This indicision on each of the comments is basically rediculous. Catchup, the world is moving. You must go back to the days (And I've been there) of drawing on vellum with rapidigraph pins in ink. The reason we had a sheet activated revision control is simple... we did not want to reprint every d size vellum format to each subscribers. Therefore, we revised only the sheets with changes and sent out only the sheets we changed. Today, of course, we can send drawings to a plotter fast and easier than we did during the Ammonia days.
Get up to date, the drawing revision for every sheet as one is the way to go, why make it complicated.
I try to insure we stay abrest of top of the line software. The ASME standard calls for both.
Thread necromancy -- ressurecting a zombie that's been dead for half a decade.
Noting that it's easier to plot out a fresh sheet from CAD than draw a new one on mylar, the cost of a plotted set of drawings (110 sheets, 24x36) - going to a half dozen recipients because one item on one sheet has been revised is substantially higher than the running a half dozen bluelines on that sheet used to be. for that matter, running 6 plots of that one changed sheet is sheaper and simpler than doing a halfdozen copies of the set.
so the economics haven't changed since 2009
Most people in the industry don't understand Document Control 101. I've seen many ideas of what "proper" document control should be. What seems to be considered "proper" is what the P/A or P/M on a specific project thinks it should be. That is THE worst reason to choose one reason over another.
Old school methodologies have always tracked drawings on an sheet-by-sheet basis. This was a simple system that has worked for decades. If it ain't broke...
A drawing's revision number should NOT change simply because another drawing in the set has changed. That could conceivably imply that a specific sheet has been revised over and over when in actuality it has never been touched.
The method of "set" revisions leaves the ultimate end user, the contractor standing out in the field wondering why a drawing has been "revised" umphteen different times yet no obvious changes have occured. That leaves them scratching their heads as they must now scrutinize each sheet to figure out what actually changed.
Never forget that the time the contractor spends scrutinizing drawing sets is far more valuable and expensive than the extra time the design team spends managing sheet-by-sheet revisions. Anyone who chooses set revisions over sheet revisions is simply lazy.
I googled this topic, hoping to find some answers to best practise regarding this topic. Some interesting info going around. The last regarding laziness was amusing. Since when is trying to be efficient with time, interpreted as lazy? Lazy is a lack of effort or care. So I find those looking to do things a little more efficiently hardly not caring!
Anyway, I digress and throw a dilema into the mix. We are using Revit in our office. 100 sheet project, 30 or so of those sheets go out for regular coordination issue. About 20 - 30 minutes to get a set of revisions together each time. This is due to Revit not allowing revision updates through schedules. Stupidist thing ever. So its one sheet at a time. If this was a project set revision, I could use shared parameters and it would take me less than a minute to update sheets. So as one user wrote, why is moving with the times and going with a method that is more efficient seen as such a stupid thing?
What difference does it matter if the sheet has A, B or C on it previoulsy issued or not? A revision is simply and indication that is preceeds another does it not? A reference that you are looking at the same revision as another individual ie builder & project architect coordinating.
I also put this forward, why if when a project set gets revised, must the assumption be all sheets get issued? Why not just send the sheets that are relevant to the issue? The other thing know-one has mentioned yet is drawing transmittals. Doesn't anyone use these? We send these out with every revision issue. It nominates how it was sent out, when it was sent out, to whom, which sheets and the associated revision. It is this register used as a master reference to track outgoing revisions and everyone gets a copy with each issue for record. So regardless of which process is used, doesn't this document clarify what is going on with the revisions for users?
my two cents in an effort for a little further discussion.
Efficiency vs laziness: If being efficient with my time in the climate controlled office, results in an increase in confusion and wasted time in the field, then I'm being lazy, not efficient. It always costs more on the job site than it does in the office, and having a crew of laborers, carpenters, equipment operators, standing around waiting on the job site foreman to figure out what, if anything, changed on Rev 6 set, Sh 35 of 111 is expensive.
On the flip side, having Sheet 35 of 111 as Rev 6, and issued only with other Rev 6 sheets, is rather indicative that sonmething did indeed change, (and hopefully revclouds and delta markers were used to indicate just what)
Transmittals are great - very helpful. but --- they will ge lost and separated in the field. When the office space available to the field guy is the hood of his pickup, random sheets of letter size paper get misplaced a whole lot faster than a 22x34 set of drawings.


(What this task involves): Quote every entry word for word.

[Records from a data collection]
※
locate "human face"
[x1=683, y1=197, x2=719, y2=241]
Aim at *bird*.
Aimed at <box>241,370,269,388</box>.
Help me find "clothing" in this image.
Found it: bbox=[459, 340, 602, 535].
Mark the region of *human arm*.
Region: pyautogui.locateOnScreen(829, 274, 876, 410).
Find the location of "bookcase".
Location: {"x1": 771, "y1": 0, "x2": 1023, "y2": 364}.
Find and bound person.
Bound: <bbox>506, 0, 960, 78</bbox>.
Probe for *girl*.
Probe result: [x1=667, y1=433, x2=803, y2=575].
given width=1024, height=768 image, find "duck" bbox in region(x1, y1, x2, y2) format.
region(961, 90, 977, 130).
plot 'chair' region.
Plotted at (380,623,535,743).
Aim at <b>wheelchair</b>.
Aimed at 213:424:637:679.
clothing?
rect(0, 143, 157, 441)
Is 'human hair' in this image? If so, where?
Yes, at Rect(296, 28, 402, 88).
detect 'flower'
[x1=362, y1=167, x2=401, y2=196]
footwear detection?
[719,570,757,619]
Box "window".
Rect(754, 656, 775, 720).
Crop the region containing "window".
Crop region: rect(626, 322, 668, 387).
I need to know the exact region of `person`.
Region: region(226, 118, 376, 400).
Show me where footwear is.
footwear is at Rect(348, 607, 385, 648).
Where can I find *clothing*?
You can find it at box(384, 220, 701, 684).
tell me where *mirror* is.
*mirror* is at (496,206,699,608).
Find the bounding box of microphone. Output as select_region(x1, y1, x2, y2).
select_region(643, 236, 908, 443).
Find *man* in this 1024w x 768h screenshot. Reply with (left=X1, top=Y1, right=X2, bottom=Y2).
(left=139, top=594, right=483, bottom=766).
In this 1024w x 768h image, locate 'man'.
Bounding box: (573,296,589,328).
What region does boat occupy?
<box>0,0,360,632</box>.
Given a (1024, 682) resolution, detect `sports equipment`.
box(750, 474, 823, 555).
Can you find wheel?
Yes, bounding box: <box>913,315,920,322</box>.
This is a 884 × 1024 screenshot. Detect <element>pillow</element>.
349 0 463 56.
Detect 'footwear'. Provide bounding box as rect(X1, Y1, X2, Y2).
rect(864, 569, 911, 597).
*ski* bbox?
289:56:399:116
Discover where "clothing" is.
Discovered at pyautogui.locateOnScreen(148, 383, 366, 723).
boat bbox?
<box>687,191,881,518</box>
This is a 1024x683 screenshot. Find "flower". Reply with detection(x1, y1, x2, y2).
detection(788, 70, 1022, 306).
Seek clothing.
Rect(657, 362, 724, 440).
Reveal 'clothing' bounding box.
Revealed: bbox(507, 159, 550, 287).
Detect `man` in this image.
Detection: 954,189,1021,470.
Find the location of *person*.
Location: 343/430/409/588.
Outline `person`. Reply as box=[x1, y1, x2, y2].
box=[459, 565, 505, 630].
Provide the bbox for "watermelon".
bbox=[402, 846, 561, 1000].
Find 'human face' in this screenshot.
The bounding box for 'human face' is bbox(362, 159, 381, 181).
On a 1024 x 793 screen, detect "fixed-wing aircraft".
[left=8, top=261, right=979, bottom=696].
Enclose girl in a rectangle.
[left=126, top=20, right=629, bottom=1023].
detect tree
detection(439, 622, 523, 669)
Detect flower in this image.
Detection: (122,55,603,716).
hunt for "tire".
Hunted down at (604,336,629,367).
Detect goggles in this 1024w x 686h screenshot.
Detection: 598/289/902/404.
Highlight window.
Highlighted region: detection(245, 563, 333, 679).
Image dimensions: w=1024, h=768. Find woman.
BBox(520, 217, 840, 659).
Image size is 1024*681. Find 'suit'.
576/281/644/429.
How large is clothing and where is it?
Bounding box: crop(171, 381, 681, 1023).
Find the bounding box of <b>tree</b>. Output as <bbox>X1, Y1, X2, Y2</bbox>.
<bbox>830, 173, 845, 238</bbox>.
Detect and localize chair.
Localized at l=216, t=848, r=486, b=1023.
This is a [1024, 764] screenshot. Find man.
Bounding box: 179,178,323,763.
※
(Solution to the exercise):
locate "human face"
[x1=683, y1=197, x2=719, y2=241]
Aim at *bird*.
Aimed at <box>241,370,269,388</box>.
Help me find "clothing" in this image.
Found it: bbox=[459, 340, 602, 535].
Mark the region of *human arm*.
Region: pyautogui.locateOnScreen(829, 274, 876, 410).
Find the location of "bookcase".
Location: {"x1": 771, "y1": 0, "x2": 1023, "y2": 364}.
Find and bound person.
Bound: <bbox>506, 0, 960, 78</bbox>.
Probe for *girl*.
Probe result: [x1=667, y1=433, x2=803, y2=575].
given width=1024, height=768 image, find "duck" bbox in region(x1, y1, x2, y2) format.
region(961, 90, 977, 130).
plot 'chair' region.
Plotted at (380,623,535,743).
Aim at <b>wheelchair</b>.
Aimed at 213:424:637:679.
clothing?
rect(0, 143, 157, 441)
Is 'human hair' in this image? If so, where?
Yes, at Rect(296, 28, 402, 88).
detect 'flower'
[x1=362, y1=167, x2=401, y2=196]
footwear detection?
[719,570,757,619]
Box "window".
Rect(754, 656, 775, 720).
Crop the region containing "window".
Crop region: rect(626, 322, 668, 387).
I need to know the exact region of `person`.
Region: region(226, 118, 376, 400).
Show me where footwear is.
footwear is at Rect(348, 607, 385, 648).
Where can I find *clothing*?
You can find it at box(384, 220, 701, 684).
tell me where *mirror* is.
*mirror* is at (496,206,699,608).
Find the bounding box of microphone. Output as select_region(x1, y1, x2, y2).
select_region(643, 236, 908, 443).
Find *man* in this 1024w x 768h screenshot. Reply with (left=X1, top=Y1, right=X2, bottom=Y2).
(left=139, top=594, right=483, bottom=766).
In this 1024w x 768h image, locate 'man'.
Bounding box: (573,296,589,328).
What region does boat occupy?
<box>0,0,360,632</box>.
Given a (1024, 682) resolution, detect `sports equipment`.
box(750, 474, 823, 555).
Can you find wheel?
Yes, bounding box: <box>913,315,920,322</box>.
This is a 884 × 1024 screenshot. Detect <element>pillow</element>.
349 0 463 56.
Detect 'footwear'. Provide bounding box as rect(X1, Y1, X2, Y2).
rect(864, 569, 911, 597).
*ski* bbox?
289:56:399:116
Discover where "clothing" is.
Discovered at pyautogui.locateOnScreen(148, 383, 366, 723).
boat bbox?
<box>687,191,881,518</box>
This is a 1024x683 screenshot. Find "flower". Reply with detection(x1, y1, x2, y2).
detection(788, 70, 1022, 306).
Seek clothing.
Rect(657, 362, 724, 440).
Reveal 'clothing' bounding box.
Revealed: bbox(507, 159, 550, 287).
Detect `man` in this image.
Detection: 954,189,1021,470.
Find the location of *person*.
Location: 343/430/409/588.
Outline `person`. Reply as box=[x1, y1, x2, y2].
box=[459, 565, 505, 630].
Provide the bbox for "watermelon".
bbox=[402, 846, 561, 1000].
Find 'human face' in this screenshot.
The bounding box for 'human face' is bbox(362, 159, 381, 181).
On a 1024 x 793 screen, detect "fixed-wing aircraft".
[left=8, top=261, right=979, bottom=696].
Enclose girl in a rectangle.
[left=126, top=20, right=629, bottom=1023].
detect tree
detection(439, 622, 523, 669)
Detect flower in this image.
Detection: (122,55,603,716).
hunt for "tire".
Hunted down at (604,336,629,367).
Detect goggles in this 1024w x 686h screenshot.
Detection: 598/289/902/404.
Highlight window.
Highlighted region: detection(245, 563, 333, 679).
Image dimensions: w=1024, h=768. Find woman.
BBox(520, 217, 840, 659).
Image size is 1024*681. Find 'suit'.
576/281/644/429.
How large is clothing and where is it?
Bounding box: crop(171, 381, 681, 1023).
Find the bounding box of <b>tree</b>. Output as <bbox>X1, Y1, X2, Y2</bbox>.
<bbox>830, 173, 845, 238</bbox>.
Detect and localize chair.
Localized at l=216, t=848, r=486, b=1023.
This is a [1024, 764] screenshot. Find man.
Bounding box: 179,178,323,763.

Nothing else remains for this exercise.